Archeologists at the ancient Greek city of Kelenderis on the Turkish coast have, for the first time,

discovered burial gifts, including glass bracelets, at a child’s grave along with a furnace for tile production.

The skeleton of the boy had four solid glass bracelets on his arm, and the find included other gifts, clothes, and a wooden coffin, the Hurriyet Daily News in Turkey reported.

The excavation site in the Mersin district about 100 kilometers north of Cyprus dates back 2,800 and has been ongoing since 1987.

While about 150 tombs have been discovered around the site’s Odeon, none had burial gifts, head of the excavations team Mahmut Aydın said, according to the report. Partly because the burial is different from others, Carbon 14 analysis will provide details about when the child died. The burial site was thought to be in use around the Middle Ages.

Burial Gifts Include Ceramic Piece

Along with the bracelets, there was an inscription on a ceramic piece and a cup. Remains of babies were found around the child’s grave; Aydin said it was a children’s burial location.

The discovery of the commercial furnace, which dates back 1,300 years, is believed to have been used to produce tiles and another discovery first for the team. Aydin said they knew there was an oven at the location but couldn’t find it until now. Last year, they discovered a number of roof tiles dating back to the 7th century. The team may find more inside the furnace once it is emptied, he noted.

Ruins at the Kelenderis date back to Roman times and even later, with the location including the remains of thermal baths, fortification walls, cisterns, and an agora.

A few years after excavation began at the site, a large mosaic from the 5th to 6th centuries was uncovered, according to the website tuerkei-antik. The mosaic depicts the port of Kelenderis.

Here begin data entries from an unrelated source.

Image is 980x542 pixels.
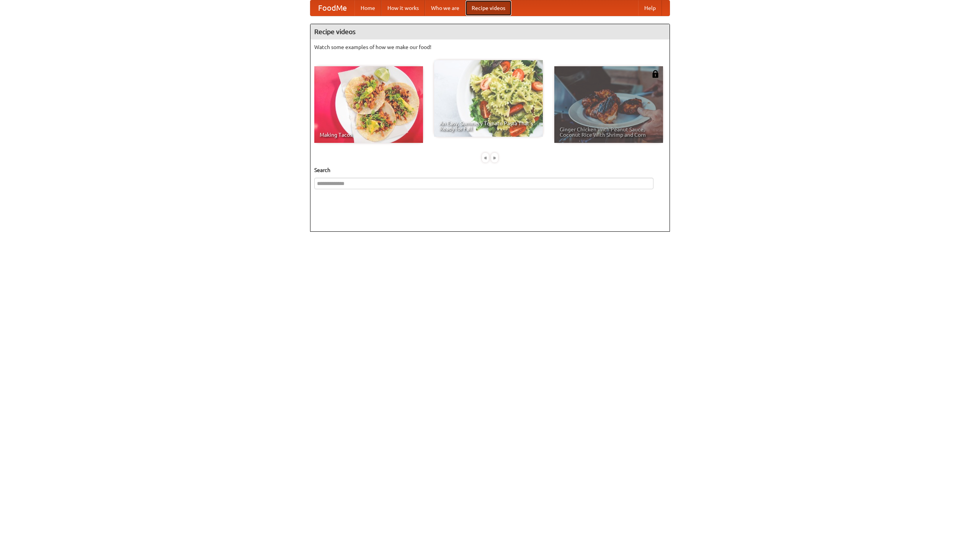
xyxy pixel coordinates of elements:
span: Making Tacos [320,132,418,138]
a: Home [355,0,381,16]
p: Watch some examples of how we make our food! [314,44,666,51]
a: An Easy, Summery Tomato Pasta That's Ready for Fall [434,60,543,137]
a: Help [639,0,662,16]
h4: Recipe videos [310,24,670,40]
a: Who we are [425,0,466,16]
a: How it works [381,0,425,16]
a: FoodMe [310,0,355,16]
a: Recipe videos [466,0,512,16]
div: « [482,152,489,163]
a: Making Tacos [314,66,423,143]
span: An Easy, Summery Tomato Pasta That's Ready for Fall [439,121,537,131]
h5: Search [314,166,666,174]
div: » [492,152,499,163]
img: 483408.png [652,70,660,78]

Last fall, an archaeological discovery in Turkey unearthed dozens of terracotta figurines depicting ancient Greek gods, men, women, and animals. The artifacts, over 2,000 years old, were found in the ancient Greek town of Myra, now called Demre, in Turkey. Some of the figurines incredibly still had paint on them and others had inscriptions, providing archaeologists with a view of life in the region in the 1st and 2nd centuries BC.